Wednesday, March 17, 2010

One small step for Epic

I've often idly wondered about the actual footprint/overhead of modern game engines, imagining that modern memory-rich gaming platforms have probably rendered them fat and resource-greedy. Turns out that, at least as far as Unreal Engine 3 is concerned, that couldn't be farther from the truth - it's a downright spry beast. So damn spry, in fact, that those mad fools at Epic managed to stick it onto the iPhone. Witness the madness:

Epic are crazy people, is what I'm saying.

So what, you might say. iPhone is an expensive toy, limited, not something you'd ever buy, etc. Why should you care?

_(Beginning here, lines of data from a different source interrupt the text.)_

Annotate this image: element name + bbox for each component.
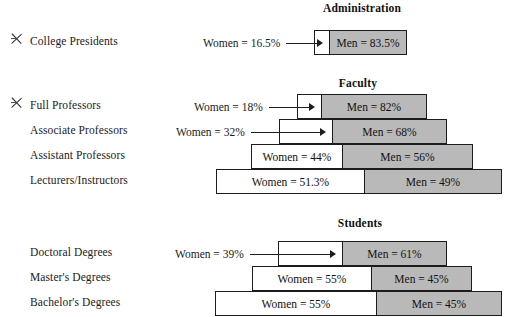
row-label-doctoral-degrees: Doctoral Degrees	[30, 246, 112, 258]
bar-women-assistant-professors: Women = 44%	[251, 144, 343, 169]
bar-men-college-presidents: Men = 83.5%	[329, 30, 407, 55]
bar-men-label-assistant-professors: Men = 56%	[380, 151, 434, 163]
leader-line-college-presidents	[286, 43, 317, 44]
bar-men-bachelors-degrees: Men = 45%	[376, 291, 502, 316]
check-mark-icon	[10, 96, 24, 110]
bar-men-doctoral-degrees: Men = 61%	[342, 241, 447, 266]
row-label-bachelors-degrees: Bachelor's Degrees	[30, 296, 120, 308]
leader-arrowhead-associate-professors	[320, 128, 326, 136]
bar-men-label-bachelors-degrees: Men = 45%	[412, 298, 466, 310]
section-title-students: Students	[338, 217, 382, 229]
row-label-lecturers-instructors: Lecturers/Instructors	[30, 174, 128, 186]
leader-line-associate-professors	[251, 132, 320, 133]
bar-women-bachelors-degrees: Women = 55%	[215, 291, 377, 316]
row-label-associate-professors: Associate Professors	[30, 124, 128, 136]
leader-arrowhead-full-professors	[309, 103, 315, 111]
external-women-label-associate-professors: Women = 32%	[176, 126, 245, 138]
section-title-administration: Administration	[323, 2, 401, 14]
leader-arrowhead-college-presidents	[317, 39, 323, 47]
bar-men-label-associate-professors: Men = 68%	[362, 126, 416, 138]
bar-men-full-professors: Men = 82%	[321, 94, 427, 119]
external-women-label-college-presidents: Women = 16.5%	[203, 37, 280, 49]
bar-men-masters-degrees: Men = 45%	[371, 266, 472, 291]
bar-men-label-full-professors: Men = 82%	[347, 101, 401, 113]
bar-women-label-assistant-professors: Women = 44%	[263, 151, 332, 163]
bar-men-associate-professors: Men = 68%	[332, 119, 447, 144]
bar-women-label-masters-degrees: Women = 55%	[278, 273, 347, 285]
bar-men-lecturers-instructors: Men = 49%	[364, 169, 502, 194]
bar-women-label-bachelors-degrees: Women = 55%	[262, 298, 331, 310]
external-women-label-full-professors: Women = 18%	[194, 101, 263, 113]
bar-women-label-lecturers-instructors: Women = 51.3%	[252, 176, 329, 188]
leader-arrowhead-doctoral-degrees	[330, 250, 336, 258]
bar-men-assistant-professors: Men = 56%	[342, 144, 473, 169]
section-title-faculty: Faculty	[339, 77, 377, 89]
row-label-full-professors: Full Professors	[30, 99, 101, 111]
row-label-college-presidents: College Presidents	[30, 35, 118, 47]
bar-women-masters-degrees: Women = 55%	[252, 266, 372, 291]
figure-canvas: AdministrationFacultyStudentsCollege Pre…	[0, 0, 524, 317]
bar-men-label-college-presidents: Men = 83.5%	[336, 37, 399, 49]
row-label-assistant-professors: Assistant Professors	[30, 149, 125, 161]
leader-line-doctoral-degrees	[250, 254, 330, 255]
bar-men-label-masters-degrees: Men = 45%	[394, 273, 448, 285]
bar-men-label-lecturers-instructors: Men = 49%	[406, 176, 460, 188]
row-label-masters-degrees: Master's Degrees	[30, 271, 111, 283]
bar-men-label-doctoral-degrees: Men = 61%	[367, 248, 421, 260]
bar-women-lecturers-instructors: Women = 51.3%	[216, 169, 365, 194]
leader-line-full-professors	[269, 107, 309, 108]
check-mark-icon	[10, 32, 24, 46]
external-women-label-doctoral-degrees: Women = 39%	[175, 248, 244, 260]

You should care because they've got a version of the Unreal Engine 3 that works on platforms with low processing power and OpenGL ES graphics. Still not getting it? You know which other platform has low processing power and OpenGL ES graphics? The freakin' Internet.

The HTML 5 page coding standard that is starting to be widely used on the Net (supported by all modern Web browsers except the archaic Internet Explorer, and even IE will support it in version 9) will soon come with a companion standard called WebGL, an API for displaying hardware accelerated 3D graphics on webpages without plugins, which is heavily based on (and actually uses) OpenGL ES. Modern Web browsers also have lightning-fast engines for JavaScript, the standard Web coding language that WebGL is used from. Of course, JavaScript is still an order of magnitude slower than real compiled application code on a modern desktop CPU, but it's much more competitive against application code on an iPhone CPU.

Which all boils down to this: it will very soon be possible to create a UE3-class game engine that will run in your Web browser without any plugins. You know Quake Live? In a year or so you'll be able to do that without any plugins, and it will look more like UT2004.

The future's so bright, I gotta wear etc.